Exercise:
The records below hold a stretch from the line with "pixels, height=548 pixels." through the line with "Task: Click on the Home"; return exactly those lines, ends included, and nothing more.

Data records:

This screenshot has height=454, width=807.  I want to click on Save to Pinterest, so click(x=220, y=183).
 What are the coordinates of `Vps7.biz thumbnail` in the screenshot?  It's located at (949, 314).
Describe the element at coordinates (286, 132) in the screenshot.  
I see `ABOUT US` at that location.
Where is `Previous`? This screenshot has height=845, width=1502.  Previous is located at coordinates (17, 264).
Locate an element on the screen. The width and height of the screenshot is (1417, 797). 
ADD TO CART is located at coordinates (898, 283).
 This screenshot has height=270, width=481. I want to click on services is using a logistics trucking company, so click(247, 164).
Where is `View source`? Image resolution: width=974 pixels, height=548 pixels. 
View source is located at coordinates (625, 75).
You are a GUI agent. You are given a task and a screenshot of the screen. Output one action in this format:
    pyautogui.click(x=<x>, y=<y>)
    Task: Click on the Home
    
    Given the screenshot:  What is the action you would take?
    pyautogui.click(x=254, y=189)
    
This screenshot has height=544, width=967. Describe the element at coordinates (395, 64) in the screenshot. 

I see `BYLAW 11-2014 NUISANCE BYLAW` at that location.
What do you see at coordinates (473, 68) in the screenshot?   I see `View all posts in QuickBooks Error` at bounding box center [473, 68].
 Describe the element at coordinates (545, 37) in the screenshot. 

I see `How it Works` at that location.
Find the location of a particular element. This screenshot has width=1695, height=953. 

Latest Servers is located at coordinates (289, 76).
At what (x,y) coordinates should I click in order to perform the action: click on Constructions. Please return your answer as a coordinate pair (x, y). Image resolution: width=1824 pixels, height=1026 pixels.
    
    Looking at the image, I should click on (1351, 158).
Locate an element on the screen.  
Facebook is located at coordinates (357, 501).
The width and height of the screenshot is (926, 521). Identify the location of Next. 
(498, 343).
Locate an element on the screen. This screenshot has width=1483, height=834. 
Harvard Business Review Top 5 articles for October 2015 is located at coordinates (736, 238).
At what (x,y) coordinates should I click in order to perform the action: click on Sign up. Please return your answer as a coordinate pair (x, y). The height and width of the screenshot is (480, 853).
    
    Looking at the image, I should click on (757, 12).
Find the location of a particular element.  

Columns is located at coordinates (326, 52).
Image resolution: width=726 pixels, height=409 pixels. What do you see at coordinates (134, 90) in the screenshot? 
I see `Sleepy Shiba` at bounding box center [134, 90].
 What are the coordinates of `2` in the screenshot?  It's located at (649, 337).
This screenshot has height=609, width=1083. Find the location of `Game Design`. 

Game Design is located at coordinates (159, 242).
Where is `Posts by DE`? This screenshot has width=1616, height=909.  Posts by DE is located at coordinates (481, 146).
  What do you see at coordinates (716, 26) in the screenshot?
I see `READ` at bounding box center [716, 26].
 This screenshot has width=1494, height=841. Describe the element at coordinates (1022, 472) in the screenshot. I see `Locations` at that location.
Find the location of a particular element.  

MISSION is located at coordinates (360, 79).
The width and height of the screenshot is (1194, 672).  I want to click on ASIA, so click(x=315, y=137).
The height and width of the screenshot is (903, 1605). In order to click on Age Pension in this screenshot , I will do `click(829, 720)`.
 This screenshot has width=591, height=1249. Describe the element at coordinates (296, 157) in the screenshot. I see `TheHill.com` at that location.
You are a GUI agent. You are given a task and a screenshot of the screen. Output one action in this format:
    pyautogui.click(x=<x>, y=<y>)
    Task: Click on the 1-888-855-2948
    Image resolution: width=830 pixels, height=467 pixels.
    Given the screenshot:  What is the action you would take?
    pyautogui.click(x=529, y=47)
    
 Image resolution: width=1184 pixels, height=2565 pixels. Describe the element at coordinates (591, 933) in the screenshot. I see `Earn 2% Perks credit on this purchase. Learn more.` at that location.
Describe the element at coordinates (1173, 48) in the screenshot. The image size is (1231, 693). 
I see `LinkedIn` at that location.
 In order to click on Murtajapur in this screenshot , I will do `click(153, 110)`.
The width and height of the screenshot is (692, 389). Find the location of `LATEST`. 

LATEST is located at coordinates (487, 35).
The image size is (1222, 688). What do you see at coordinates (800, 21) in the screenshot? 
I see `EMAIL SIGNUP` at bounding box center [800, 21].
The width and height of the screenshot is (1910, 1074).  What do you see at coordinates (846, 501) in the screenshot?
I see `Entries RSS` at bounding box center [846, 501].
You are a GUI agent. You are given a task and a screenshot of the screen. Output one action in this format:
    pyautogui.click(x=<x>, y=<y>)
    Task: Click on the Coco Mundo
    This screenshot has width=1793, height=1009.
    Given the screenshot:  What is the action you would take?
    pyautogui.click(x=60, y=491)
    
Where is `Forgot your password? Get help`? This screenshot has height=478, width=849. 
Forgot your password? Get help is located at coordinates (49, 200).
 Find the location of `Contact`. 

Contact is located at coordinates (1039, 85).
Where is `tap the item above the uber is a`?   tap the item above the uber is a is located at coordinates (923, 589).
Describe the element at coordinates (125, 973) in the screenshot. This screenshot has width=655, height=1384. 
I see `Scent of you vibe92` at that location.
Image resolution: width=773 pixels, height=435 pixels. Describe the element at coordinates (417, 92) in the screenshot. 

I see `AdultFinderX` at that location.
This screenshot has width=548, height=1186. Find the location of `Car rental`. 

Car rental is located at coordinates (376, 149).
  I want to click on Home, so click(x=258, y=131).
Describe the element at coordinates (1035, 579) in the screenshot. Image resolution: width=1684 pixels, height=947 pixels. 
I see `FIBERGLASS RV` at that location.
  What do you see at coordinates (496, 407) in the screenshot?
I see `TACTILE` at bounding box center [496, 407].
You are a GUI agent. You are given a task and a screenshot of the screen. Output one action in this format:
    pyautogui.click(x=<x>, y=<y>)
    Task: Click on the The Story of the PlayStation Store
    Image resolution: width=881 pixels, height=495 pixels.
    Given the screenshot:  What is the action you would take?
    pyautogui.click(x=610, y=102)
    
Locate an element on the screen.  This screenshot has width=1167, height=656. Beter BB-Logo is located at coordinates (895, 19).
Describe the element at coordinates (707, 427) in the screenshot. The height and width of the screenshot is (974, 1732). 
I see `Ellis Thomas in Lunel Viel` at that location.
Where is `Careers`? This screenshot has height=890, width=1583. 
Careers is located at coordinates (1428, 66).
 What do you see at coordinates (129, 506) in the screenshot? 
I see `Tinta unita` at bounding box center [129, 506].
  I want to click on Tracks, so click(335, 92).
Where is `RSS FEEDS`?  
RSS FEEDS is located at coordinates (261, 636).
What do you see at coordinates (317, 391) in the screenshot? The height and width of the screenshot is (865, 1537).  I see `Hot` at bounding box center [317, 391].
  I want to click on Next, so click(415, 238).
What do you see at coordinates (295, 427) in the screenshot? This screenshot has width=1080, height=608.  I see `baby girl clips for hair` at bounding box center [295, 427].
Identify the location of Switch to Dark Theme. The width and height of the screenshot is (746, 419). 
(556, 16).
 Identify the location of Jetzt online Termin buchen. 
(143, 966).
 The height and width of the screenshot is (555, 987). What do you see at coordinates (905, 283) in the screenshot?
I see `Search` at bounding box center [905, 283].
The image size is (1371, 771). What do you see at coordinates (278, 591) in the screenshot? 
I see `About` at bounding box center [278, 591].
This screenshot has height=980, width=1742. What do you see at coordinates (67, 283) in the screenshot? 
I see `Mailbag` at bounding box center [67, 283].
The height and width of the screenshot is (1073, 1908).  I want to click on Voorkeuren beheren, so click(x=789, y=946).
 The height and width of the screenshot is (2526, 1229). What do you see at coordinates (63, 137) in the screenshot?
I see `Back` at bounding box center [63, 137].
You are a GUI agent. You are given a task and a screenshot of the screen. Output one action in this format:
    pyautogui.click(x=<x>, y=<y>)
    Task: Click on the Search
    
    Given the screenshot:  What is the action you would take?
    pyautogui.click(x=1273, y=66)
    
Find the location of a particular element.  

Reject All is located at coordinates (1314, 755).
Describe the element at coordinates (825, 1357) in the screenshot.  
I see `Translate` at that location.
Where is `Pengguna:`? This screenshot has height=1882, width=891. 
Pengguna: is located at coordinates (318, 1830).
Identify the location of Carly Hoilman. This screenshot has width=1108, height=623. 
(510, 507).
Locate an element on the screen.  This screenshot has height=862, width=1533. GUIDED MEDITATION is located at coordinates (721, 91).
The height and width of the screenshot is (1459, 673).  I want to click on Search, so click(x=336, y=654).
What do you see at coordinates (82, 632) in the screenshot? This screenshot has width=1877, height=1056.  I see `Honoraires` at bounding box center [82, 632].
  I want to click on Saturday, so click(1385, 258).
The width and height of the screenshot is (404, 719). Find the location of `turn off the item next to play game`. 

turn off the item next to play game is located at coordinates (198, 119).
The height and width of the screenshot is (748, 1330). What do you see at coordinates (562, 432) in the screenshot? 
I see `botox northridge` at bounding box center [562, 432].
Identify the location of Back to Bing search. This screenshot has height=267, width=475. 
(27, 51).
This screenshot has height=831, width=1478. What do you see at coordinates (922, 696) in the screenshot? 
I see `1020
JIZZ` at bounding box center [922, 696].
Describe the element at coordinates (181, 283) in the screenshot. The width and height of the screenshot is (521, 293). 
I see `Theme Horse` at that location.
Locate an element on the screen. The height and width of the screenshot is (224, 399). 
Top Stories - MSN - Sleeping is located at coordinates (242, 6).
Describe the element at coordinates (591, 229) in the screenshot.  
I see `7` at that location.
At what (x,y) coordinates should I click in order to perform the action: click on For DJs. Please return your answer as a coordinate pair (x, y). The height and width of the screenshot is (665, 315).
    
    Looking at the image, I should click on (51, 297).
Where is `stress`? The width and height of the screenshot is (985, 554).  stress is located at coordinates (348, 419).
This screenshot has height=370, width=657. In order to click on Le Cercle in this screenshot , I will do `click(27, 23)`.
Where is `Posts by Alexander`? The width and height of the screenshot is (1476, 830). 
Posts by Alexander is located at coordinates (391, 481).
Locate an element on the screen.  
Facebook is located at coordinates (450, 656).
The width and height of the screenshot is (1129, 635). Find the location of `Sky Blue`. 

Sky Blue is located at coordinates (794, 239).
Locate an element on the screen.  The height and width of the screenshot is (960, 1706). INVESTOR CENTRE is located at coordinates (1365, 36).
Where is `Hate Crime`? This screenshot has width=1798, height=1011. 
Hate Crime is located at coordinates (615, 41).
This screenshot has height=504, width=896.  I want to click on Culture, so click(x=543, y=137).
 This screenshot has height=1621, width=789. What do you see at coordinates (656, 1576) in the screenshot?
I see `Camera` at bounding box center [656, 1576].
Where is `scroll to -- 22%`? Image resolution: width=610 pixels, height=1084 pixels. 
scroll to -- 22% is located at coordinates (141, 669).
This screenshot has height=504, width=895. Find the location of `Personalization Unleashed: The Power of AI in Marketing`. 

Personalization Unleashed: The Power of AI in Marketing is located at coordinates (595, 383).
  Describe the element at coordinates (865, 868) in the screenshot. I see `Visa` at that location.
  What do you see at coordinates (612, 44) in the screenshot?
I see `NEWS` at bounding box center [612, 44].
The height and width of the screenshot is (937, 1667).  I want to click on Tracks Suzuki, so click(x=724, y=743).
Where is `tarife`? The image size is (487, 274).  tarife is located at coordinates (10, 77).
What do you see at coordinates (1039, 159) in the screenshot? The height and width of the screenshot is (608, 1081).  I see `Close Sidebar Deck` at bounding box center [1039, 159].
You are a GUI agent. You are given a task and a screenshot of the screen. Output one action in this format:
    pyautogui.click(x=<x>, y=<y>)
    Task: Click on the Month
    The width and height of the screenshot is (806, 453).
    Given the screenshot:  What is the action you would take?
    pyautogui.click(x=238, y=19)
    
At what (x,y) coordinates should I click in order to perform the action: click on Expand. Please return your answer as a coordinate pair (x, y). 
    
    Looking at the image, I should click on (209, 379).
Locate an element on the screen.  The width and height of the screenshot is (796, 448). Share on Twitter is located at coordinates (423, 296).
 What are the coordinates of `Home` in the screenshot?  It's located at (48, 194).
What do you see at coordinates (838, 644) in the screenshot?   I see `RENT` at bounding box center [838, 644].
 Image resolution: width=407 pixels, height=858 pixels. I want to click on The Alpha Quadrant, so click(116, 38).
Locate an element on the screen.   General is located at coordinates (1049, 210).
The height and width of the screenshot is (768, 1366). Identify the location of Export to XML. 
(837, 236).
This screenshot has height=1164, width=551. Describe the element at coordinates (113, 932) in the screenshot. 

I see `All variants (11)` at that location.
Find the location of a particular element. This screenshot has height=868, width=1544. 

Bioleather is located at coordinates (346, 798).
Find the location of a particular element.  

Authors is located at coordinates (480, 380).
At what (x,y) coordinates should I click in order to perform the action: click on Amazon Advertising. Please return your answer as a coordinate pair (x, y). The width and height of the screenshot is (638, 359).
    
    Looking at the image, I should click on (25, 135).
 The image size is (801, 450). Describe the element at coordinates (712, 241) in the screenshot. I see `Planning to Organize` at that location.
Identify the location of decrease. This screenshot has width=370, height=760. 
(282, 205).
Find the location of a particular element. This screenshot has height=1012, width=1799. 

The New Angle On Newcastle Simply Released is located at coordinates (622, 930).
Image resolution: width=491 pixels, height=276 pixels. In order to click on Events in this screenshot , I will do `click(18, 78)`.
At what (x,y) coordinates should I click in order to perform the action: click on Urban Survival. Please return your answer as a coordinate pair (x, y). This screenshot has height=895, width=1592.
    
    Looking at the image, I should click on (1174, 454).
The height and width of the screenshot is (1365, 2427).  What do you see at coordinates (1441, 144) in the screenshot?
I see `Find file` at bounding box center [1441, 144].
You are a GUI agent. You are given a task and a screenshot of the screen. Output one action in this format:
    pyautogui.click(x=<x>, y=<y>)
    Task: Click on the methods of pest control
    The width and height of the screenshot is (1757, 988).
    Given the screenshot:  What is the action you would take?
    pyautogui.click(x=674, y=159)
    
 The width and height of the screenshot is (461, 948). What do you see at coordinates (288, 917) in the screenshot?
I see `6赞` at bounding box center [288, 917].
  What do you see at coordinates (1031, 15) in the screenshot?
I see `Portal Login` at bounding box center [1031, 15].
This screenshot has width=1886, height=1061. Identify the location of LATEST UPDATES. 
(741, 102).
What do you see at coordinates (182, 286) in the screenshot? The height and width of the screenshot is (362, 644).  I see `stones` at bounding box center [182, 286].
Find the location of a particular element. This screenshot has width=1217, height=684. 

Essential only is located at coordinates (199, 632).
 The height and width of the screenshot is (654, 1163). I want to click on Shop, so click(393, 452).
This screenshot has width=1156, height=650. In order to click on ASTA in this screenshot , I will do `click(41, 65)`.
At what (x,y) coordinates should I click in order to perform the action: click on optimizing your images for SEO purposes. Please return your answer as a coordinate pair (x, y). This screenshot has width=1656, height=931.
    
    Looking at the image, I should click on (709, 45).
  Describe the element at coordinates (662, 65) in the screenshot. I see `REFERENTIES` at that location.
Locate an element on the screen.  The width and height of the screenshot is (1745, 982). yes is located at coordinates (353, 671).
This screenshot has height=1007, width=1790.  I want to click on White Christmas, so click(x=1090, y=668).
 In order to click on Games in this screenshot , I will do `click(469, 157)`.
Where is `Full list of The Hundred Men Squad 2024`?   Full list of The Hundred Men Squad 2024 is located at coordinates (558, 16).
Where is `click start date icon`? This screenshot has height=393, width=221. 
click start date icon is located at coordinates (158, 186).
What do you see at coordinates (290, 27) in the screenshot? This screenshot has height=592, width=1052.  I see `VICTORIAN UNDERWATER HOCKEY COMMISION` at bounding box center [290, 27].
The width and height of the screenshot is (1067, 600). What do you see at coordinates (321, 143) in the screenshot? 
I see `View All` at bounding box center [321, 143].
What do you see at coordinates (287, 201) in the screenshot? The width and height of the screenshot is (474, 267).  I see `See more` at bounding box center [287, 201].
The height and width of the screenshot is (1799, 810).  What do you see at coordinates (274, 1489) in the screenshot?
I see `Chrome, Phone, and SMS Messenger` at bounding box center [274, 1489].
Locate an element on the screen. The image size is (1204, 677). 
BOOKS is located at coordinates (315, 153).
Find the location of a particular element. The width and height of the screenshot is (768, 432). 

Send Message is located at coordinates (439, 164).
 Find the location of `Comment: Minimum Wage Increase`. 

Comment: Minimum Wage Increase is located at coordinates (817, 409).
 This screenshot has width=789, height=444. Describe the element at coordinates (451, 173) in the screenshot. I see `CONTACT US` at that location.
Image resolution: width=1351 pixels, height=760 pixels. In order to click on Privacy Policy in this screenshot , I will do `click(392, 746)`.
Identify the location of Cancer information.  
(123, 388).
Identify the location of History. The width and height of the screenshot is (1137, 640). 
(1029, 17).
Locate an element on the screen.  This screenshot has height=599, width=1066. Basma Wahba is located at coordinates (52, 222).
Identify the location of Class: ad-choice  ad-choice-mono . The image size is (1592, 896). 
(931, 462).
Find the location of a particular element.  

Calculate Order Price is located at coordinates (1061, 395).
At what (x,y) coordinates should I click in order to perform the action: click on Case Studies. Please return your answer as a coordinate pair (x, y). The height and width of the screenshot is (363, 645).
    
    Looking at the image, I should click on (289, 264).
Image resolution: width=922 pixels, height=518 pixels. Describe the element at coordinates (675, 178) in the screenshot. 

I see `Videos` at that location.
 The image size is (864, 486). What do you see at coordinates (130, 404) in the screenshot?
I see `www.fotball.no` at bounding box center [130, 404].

Reply to the exercise:
Where is `View source`? Image resolution: width=974 pixels, height=548 pixels. 
View source is located at coordinates (625, 75).
You are a GUI agent. You are given a task and a screenshot of the screen. Output one action in this format:
    pyautogui.click(x=<x>, y=<y>)
    Task: Click on the Home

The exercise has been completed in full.